Is VBA an OOP language, and does it support polymorphism?

OOP is sitting on 4 “pillars”:

  • check Abstraction – Abstracting logic and concepts can easily be done by defining objects in class modules. Strictly speaking, abstraction is also achieved by using meaningful identifiers and extracting procedural code into methods (class members).

    Here’s an example of a procedure written in VBA that demonstrates abstraction:

     Public Sub Test(ByVal checkin As Date, ByVal checkout As Date, ByVal custType As CustomerType)
         Dim finder As New HotelFinder
         InitializeHotels finder
         Debug.Print finder.FindCheapestHotel(checkin, checkout, custType)
     End Sub
    

    It’s easy to tell what this Test procedure does at a glance, because the abstraction level is very high: the implementation details are abstracted away into more specialized objects and methods.

  • check Encapsulation – Classes can have private fields exposed by properties; classes can be made PublicNotCreatable, effectively exposing types to other VBA projects – and with a little bit of effort (by exporting the class module, opening it in your favorite text editor, manually editing class attributes, and re-importing the module), you can achieve actual read-only types. The fact that there are no parameterized constructors is irrelevant – just write a factory method that takes all the parameters you like and return an instance. This is COM, and COM likes factories anyway.

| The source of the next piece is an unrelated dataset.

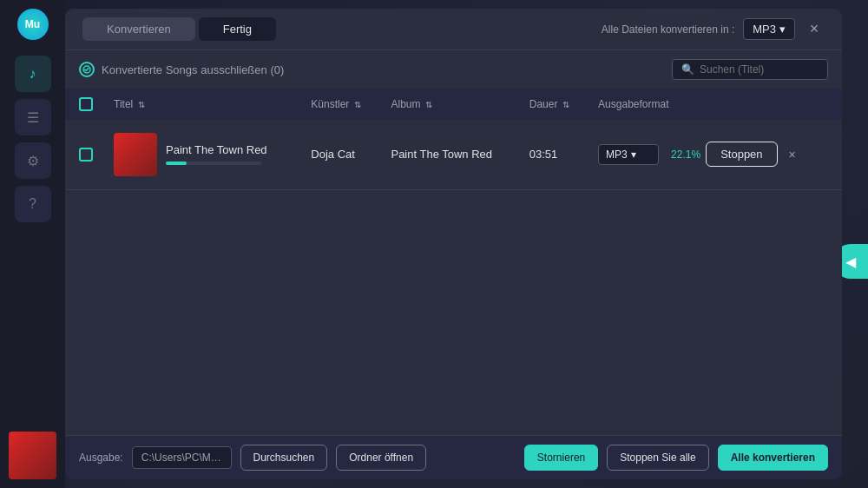  I want to click on album-col-label: Album, so click(405, 104).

    Here’s an example of how the HotelFinder class from the above snippet encapsulates a Collection object and only exposes it through a Property Get accessor – code outside this class simply cannot Set this reference, it’s encapsulated:

     Private Type TFinder
         Hotels As Collection
     End Type
     Private this As TFinder
    
     Public Property Get Hotels() As Collection
         Set Hotels = this.Hotels
     End Property
    
     Private Sub Class_Initialize()
         Set this.Hotels = New Collection
     End Sub
    
     Private Sub Class_Terminate()
         Set this.Hotels = Nothing
     End Sub
    
  • check PolymorphismImplements lets you implement abstract interfaces (and concrete classes, too), and then you can write code against an ISomething abstraction that can just as well be a Foo or a Bar (given Foo and Bar both implement ISomething) – and all the code ever needs to see is ISomething. Method overloading is a language feature that VBA lacks, but overloading has nothing to do with polymorphism, which is the ability to present the same interface for differing underlying forms (data types).

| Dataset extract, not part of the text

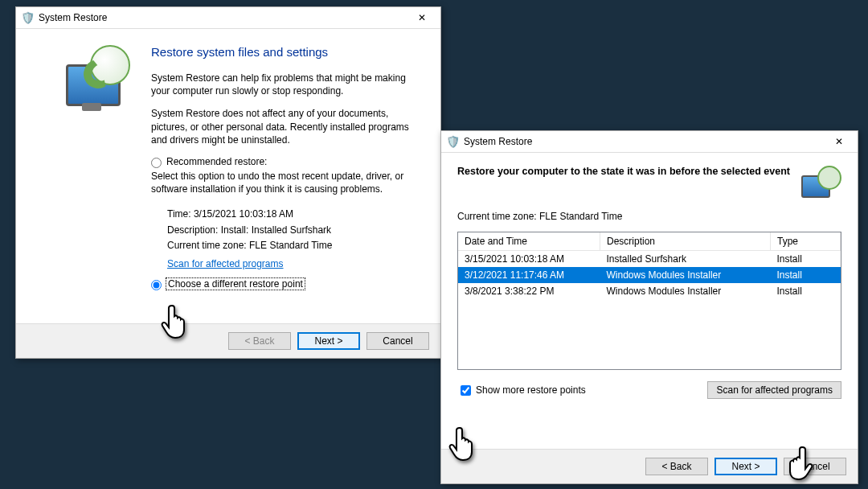  I want to click on choose-different-restore-option: Choose a different restore point, so click(285, 285).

    Here’s an example of applied polymorphism – the LogManager.Register method is happy to work with any object that implements the ILogger interface; here a DebugLogger and a FileLogger – two wildly different implementations of that interface, are being registered; when LogManager.Log(ErrorLevel, Err.Description) is invoked later, the two implementations will each do their own thing; DebugLogger will output to the immediate toolwindow, and FileLogger will write an entry into a specified log file:

     LogManager.Register DebugLogger.Create("MyLogger", DebugLevel)
     LogManager.Register Filelogger.Create("TestLogger", ErrorLevel, "C:\Dev\VBA\log.txt")
    
  • nope Inheritance – VBA does not let you derive a type from another: inheritance is not supported.


Now the question is, can a language that doesn’t support inheritance be qualified as “object-oriented”? It turns out composition is very often preferable to inheritance, which has a number of caveats. And VBA will let you compose objects to your heart’s content.

Is VBA an OOP language?

Given all that’s missing is inheritance, and that composition is preferable to inheritance, I’m tempted to answer “Yes”. I’ve written full-blown OOP VBA code before (Model-View-Presenter with Unit-of-Work and Repository, anyone?), that I wouldn’t have written any differently in a “real OOP” language that supports inheritance.

Here are a few examples, all 100% VBA:

The code in this last link was eventually ported to C#, and quickly evolved into a COM add-in for the VBA IDE that gives you refactorings, better navigation, code inspections, and other tools.

VBA is only as limiting as you make it.